The California Court of Appeals recently gave Uber and Lyft more time to comply with a new law that would have made drivers employees and not independent contractors. This would have had a major effect on the drivers’ rights under the state’s workers’ compensation laws by enabling Uber and Lyft drivers to receive medical treatment and indemnity benefits under workers’ compensation if they were injured in a car crash, for example.
The change in the law would not only have affected Uber and Lyft drivers, but all independent contractors. Every independent contractor would have to undergo the new “ABC test” to determine who is/isn’t an independent contractor.
The California law that the court recently halted stated that a worker could only be an independent contractor if they met each of these 3 factors:
- The worker is free from the control and direction of the hiring entity in connection with the work’s performance, both under the contract for the performance of the work and in fact.
- The worker performs work that is outside the usual course of the hiring entity’s business.
- The worker is customarily engaged in an independently established trade, occupation, or business of the same nature as the work performed.
This test makes it very hard for an individual to be legally considered an independent contractor.
In the world of Uber and Lyft drivers, they are engaged in work that is the principle part of the company’s interests (i.e. “ridesharing”). If a worker is not an independent contractor, they would be an official employee and therefore provided with all of the benefits a worker should be entitled to if they are injured at work.
Georgia has yet to adopt this test and still uses a 13-part test to determine if the individual is an employee or an independent contractor. It’s a matter of fact that is determined by an administrative law judge and is based on many factors.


Line by line, retype the material exactly and leave each picture out.

BEGIN Provided information

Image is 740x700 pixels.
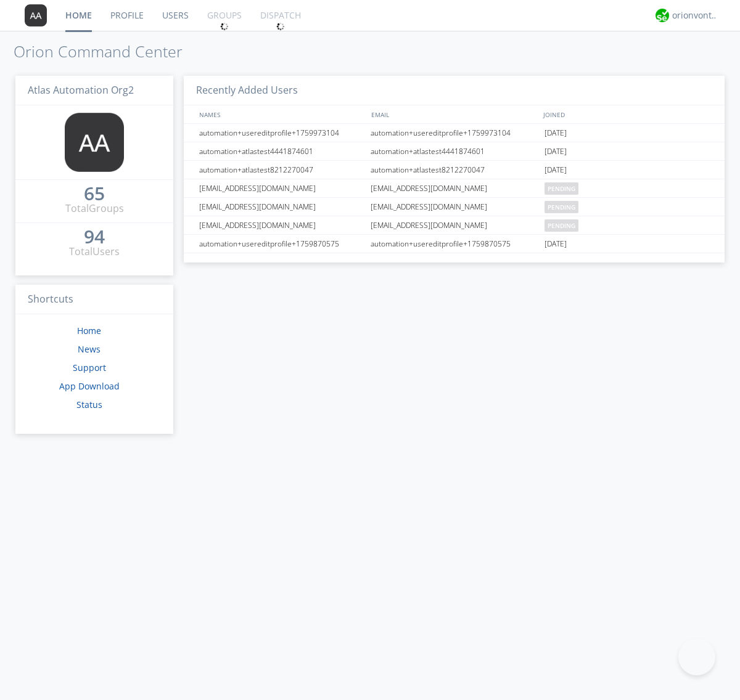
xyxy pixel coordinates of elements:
div: automation+usereditprofile+1759973104 [196,124,367,142]
a: News [78,344,101,355]
a: automation+usereditprofile+1759973104automation+usereditprofile+1759973104[DATE] [184,124,725,142]
div: Total Users [69,244,119,259]
div: [EMAIL_ADDRESS][DOMAIN_NAME] [367,198,541,216]
div: NAMES [196,106,365,123]
div: 94 [84,231,105,243]
a: Home [77,325,101,336]
div: orionvontas+atlas+automation+org2 [672,9,718,22]
img: 373638.png [24,4,47,27]
h3: Recently Added Users [184,76,725,106]
a: automation+atlastest8212270047automation+atlastest8212270047[DATE] [184,161,725,179]
div: [EMAIL_ADDRESS][DOMAIN_NAME] [367,179,541,197]
img: 29d36aed6fa347d5a1537e7736e6aa13 [656,9,669,22]
span: [DATE] [544,235,566,253]
img: spin.svg [220,22,229,31]
div: automation+atlastest8212270047 [367,161,541,179]
a: 94 [84,231,105,244]
a: [EMAIL_ADDRESS][DOMAIN_NAME][EMAIL_ADDRESS][DOMAIN_NAME]pending [184,198,725,216]
div: [EMAIL_ADDRESS][DOMAIN_NAME] [196,216,367,234]
span: [DATE] [544,124,566,142]
div: Total Groups [65,201,124,216]
div: automation+atlastest4441874601 [367,142,541,160]
div: [EMAIL_ADDRESS][DOMAIN_NAME] [196,179,367,197]
div: automation+usereditprofile+1759973104 [367,124,541,142]
a: App Download [59,380,119,392]
div: automation+usereditprofile+1759870575 [196,235,367,253]
a: automation+usereditprofile+1759870575automation+usereditprofile+1759870575[DATE] [184,235,725,253]
a: [EMAIL_ADDRESS][DOMAIN_NAME][EMAIL_ADDRESS][DOMAIN_NAME]pending [184,216,725,235]
div: 65 [84,188,105,200]
a: automation+atlastest4441874601automation+atlastest4441874601[DATE] [184,142,725,161]
span: pending [544,219,578,231]
iframe: Toggle Customer Support [678,638,715,676]
div: [EMAIL_ADDRESS][DOMAIN_NAME] [367,216,541,234]
h3: Shortcuts [15,285,173,315]
div: [EMAIL_ADDRESS][DOMAIN_NAME] [196,198,367,216]
div: EMAIL [368,106,540,123]
a: 65 [84,188,105,201]
div: automation+atlastest8212270047 [196,161,367,179]
div: JOINED [540,106,712,123]
span: [DATE] [544,142,566,161]
a: [EMAIL_ADDRESS][DOMAIN_NAME][EMAIL_ADDRESS][DOMAIN_NAME]pending [184,179,725,198]
a: Status [76,399,102,410]
span: pending [544,201,578,214]
img: spin.svg [276,22,285,31]
span: Atlas Automation Org2 [28,83,134,97]
a: Support [73,361,106,374]
span: [DATE] [544,161,566,179]
div: automation+atlastest4441874601 [196,142,367,160]
span: pending [544,183,578,195]
div: automation+usereditprofile+1759870575 [367,235,541,253]
img: 373638.png [65,113,124,172]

END Provided information

## [Solution for this exercise]
Image is 740x700 pixels.
xyxy pixel coordinates of elements:
div: automation+usereditprofile+1759973104 [196,124,367,142]
a: News [78,344,101,355]
a: automation+usereditprofile+1759973104automation+usereditprofile+1759973104[DATE] [184,124,725,142]
div: Total Users [69,244,119,259]
div: [EMAIL_ADDRESS][DOMAIN_NAME] [367,198,541,216]
div: NAMES [196,106,365,123]
div: 94 [84,231,105,243]
a: Home [77,325,101,336]
div: orionvontas+atlas+automation+org2 [672,9,718,22]
img: 373638.png [24,4,47,27]
h3: Recently Added Users [184,76,725,106]
a: automation+atlastest8212270047automation+atlastest8212270047[DATE] [184,161,725,179]
div: [EMAIL_ADDRESS][DOMAIN_NAME] [367,179,541,197]
img: 29d36aed6fa347d5a1537e7736e6aa13 [656,9,669,22]
span: [DATE] [544,235,566,253]
img: spin.svg [220,22,229,31]
div: automation+atlastest8212270047 [367,161,541,179]
a: 94 [84,231,105,244]
a: [EMAIL_ADDRESS][DOMAIN_NAME][EMAIL_ADDRESS][DOMAIN_NAME]pending [184,198,725,216]
div: [EMAIL_ADDRESS][DOMAIN_NAME] [196,216,367,234]
span: [DATE] [544,124,566,142]
div: Total Groups [65,201,124,216]
div: automation+atlastest4441874601 [367,142,541,160]
div: [EMAIL_ADDRESS][DOMAIN_NAME] [196,179,367,197]
div: automation+usereditprofile+1759973104 [367,124,541,142]
a: App Download [59,380,119,392]
div: automation+usereditprofile+1759870575 [196,235,367,253]
a: automation+usereditprofile+1759870575automation+usereditprofile+1759870575[DATE] [184,235,725,253]
a: [EMAIL_ADDRESS][DOMAIN_NAME][EMAIL_ADDRESS][DOMAIN_NAME]pending [184,216,725,235]
div: 65 [84,188,105,200]
a: automation+atlastest4441874601automation+atlastest4441874601[DATE] [184,142,725,161]
span: pending [544,219,578,231]
iframe: Toggle Customer Support [678,638,715,676]
div: [EMAIL_ADDRESS][DOMAIN_NAME] [367,216,541,234]
h3: Shortcuts [15,285,173,315]
div: [EMAIL_ADDRESS][DOMAIN_NAME] [196,198,367,216]
div: EMAIL [368,106,540,123]
a: 65 [84,188,105,201]
div: automation+atlastest8212270047 [196,161,367,179]
div: JOINED [540,106,712,123]
span: [DATE] [544,142,566,161]
a: [EMAIL_ADDRESS][DOMAIN_NAME][EMAIL_ADDRESS][DOMAIN_NAME]pending [184,179,725,198]
a: Status [76,399,102,410]
span: pending [544,201,578,214]
img: spin.svg [276,22,285,31]
span: Atlas Automation Org2 [28,83,134,97]
a: Support [73,361,106,374]
span: [DATE] [544,161,566,179]
div: automation+atlastest4441874601 [196,142,367,160]
span: pending [544,183,578,195]
div: automation+usereditprofile+1759870575 [367,235,541,253]
img: 373638.png [65,113,124,172]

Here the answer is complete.